### Task description
In the listing below, find the line holding "click on Live" and the line holding "The width and height of the screenshot is (1695, 953).". Write out those two lines and all lines between, exactly, and nothing more.

### Excerpted records
-*-*-
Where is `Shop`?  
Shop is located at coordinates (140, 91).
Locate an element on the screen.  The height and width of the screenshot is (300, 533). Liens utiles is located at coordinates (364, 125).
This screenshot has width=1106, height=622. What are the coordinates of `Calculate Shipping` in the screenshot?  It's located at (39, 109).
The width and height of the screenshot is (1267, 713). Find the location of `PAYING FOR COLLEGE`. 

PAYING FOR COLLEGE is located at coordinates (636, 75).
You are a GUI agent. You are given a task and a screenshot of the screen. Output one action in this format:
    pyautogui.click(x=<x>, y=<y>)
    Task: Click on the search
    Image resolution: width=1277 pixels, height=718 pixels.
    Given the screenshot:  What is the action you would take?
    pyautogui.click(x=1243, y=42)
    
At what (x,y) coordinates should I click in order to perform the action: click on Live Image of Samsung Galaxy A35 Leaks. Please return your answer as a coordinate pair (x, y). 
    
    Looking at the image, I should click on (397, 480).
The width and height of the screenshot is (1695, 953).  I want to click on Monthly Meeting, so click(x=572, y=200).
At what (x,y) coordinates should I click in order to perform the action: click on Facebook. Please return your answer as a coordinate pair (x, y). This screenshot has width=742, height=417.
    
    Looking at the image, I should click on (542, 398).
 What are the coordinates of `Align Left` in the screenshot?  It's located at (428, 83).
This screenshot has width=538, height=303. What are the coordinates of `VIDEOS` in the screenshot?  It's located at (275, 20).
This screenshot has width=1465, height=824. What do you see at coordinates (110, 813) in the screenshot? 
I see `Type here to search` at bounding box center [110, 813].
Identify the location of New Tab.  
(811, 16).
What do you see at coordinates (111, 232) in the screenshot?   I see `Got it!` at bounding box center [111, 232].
-*-*-
### Exercise answer
At what (x,y) coordinates should I click in order to perform the action: click on Live Image of Samsung Galaxy A35 Leaks. Please return your answer as a coordinate pair (x, y). 
    
    Looking at the image, I should click on (397, 480).
The width and height of the screenshot is (1695, 953).  I want to click on Monthly Meeting, so click(x=572, y=200).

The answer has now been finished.